Space age metals and plasma
On Earth, a number of gravity-driven phenomena often lead to unwanted effects when processing materials. Buoyancy, convection and sedimentation can have an overwhelming influence on the formation of alloys or compounds. To understand how metals form on multiple scales, European scientists are experimenting in weightlessness.
Metals
Thomas used the Electromagnetic Levitator in ESA’s Columbus laboratory. This furnace can heat metals to 2000°C without contact and then let them cool rapidly. Blacksmiths have been using this technique for centuries to create steel tools and weapons by heating, hammering and quenching in water. This process freezes the steel’s structure and causes it to harden and stay sharp.
Understanding the underlying physics is complicated and factors such as gravity and the mould used to hold the metal in place influence the process, making it difficult to get to the fundamentals. Observing liquid metals cooling in weightlessness removes the complexity to reveal the core process of physics. The Electromagnetic Levitator takes it a step further and suspends the metals in mid-air as they melt and solidify.
The metals can be heated in a vacuum or in a gas. A high-speed camera records the rapid process of solidification and sensors record the temperature and other variables. The metals formed are retrieved and returned to Earth for analysis.
Materials Sience Laboratory
These experiments used ESA’s Materials Science Laboratory in the US laboratory Destiny. Nothing less than a miniature metal furnace in space, the Materials Science Laboratory can heat samples to 1400°C before letting the metals solidify.
Metcomp
Metcomp investigates how weightlessness affects the metallic structure of a nickel–titanium alloy. When particles come into contact with a liquid they can be pushed away or engulfed by the liquid, like a ball floating on the sea. Depending on the size of an incoming wave, the ball could be pushed forwards like a surfer or submerged by the water. On an atomic scale, a similar process occurs with metals as they come into contact with other liquid metals. Understanding this process could lead to more exotic metal alloys or improve existing complex alloys.
SETA-2
SETA-2 looks at eutectic compositions of aluminium–magnesium–silicon alloys. Depending on the mixture of elements in an alloy, it will solidify at different temperatures. When a mix of elements solidifies at the lowest temperature, it is known as a eutectic composition.

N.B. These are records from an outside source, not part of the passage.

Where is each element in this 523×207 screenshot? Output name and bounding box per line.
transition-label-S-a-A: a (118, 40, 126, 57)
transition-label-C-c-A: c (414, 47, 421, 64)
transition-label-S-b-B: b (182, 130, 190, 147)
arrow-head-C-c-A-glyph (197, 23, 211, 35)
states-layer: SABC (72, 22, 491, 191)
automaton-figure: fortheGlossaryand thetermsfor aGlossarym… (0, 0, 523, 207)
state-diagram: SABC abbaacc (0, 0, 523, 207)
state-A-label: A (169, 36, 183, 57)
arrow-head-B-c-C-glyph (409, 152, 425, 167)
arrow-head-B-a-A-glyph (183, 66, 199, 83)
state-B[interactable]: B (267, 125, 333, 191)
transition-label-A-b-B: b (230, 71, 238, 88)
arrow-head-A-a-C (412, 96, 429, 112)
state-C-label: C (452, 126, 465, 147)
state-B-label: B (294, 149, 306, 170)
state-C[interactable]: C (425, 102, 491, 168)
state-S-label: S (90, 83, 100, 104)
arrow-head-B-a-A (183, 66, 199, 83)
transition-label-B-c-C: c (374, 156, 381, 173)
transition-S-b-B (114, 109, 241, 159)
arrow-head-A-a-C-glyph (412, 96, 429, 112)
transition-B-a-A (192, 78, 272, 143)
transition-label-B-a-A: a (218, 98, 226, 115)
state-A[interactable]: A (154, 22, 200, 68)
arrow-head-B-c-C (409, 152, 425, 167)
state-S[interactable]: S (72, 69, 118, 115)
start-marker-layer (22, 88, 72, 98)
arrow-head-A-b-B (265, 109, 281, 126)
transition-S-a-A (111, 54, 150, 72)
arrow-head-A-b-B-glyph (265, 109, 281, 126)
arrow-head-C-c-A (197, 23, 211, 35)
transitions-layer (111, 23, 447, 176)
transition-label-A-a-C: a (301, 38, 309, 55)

This experiment aims to understand the processes for eutectic alloys. Knowledge of these types of alloys will improve the casting process on Earth.
Plasma
We know our world is made of atoms and molecules, but even with the most powerful microscope we cannot see them moving, meaning our understanding of how molecules interact is based on experimentation and assumptions. The ESA–Roscosmos Plasma Kristall-4 experiment is recreating atomic interactions on a larger scale.
A plasma is an electrically charged (‘ionised’) gas. It is considered to be the fourth state of matter, distinct from gas, liquid and solid matter.
Plasma Kristall-4 will inject microscopic dust particles into a neon and argon tube to act as atom substitutes. As they float in the charged gas, they will collect negative charges as positive ions accumulate around them. As a result, they will start to repulse each other – just like atoms do in a fluid state.
Doing this research on Earth is not possible – the dust particles would fall with gravity and the simulated atoms would not behave realistically.
This experiment is making the atomic scale visible for analysis and will help scientists to understand the interactions of atoms.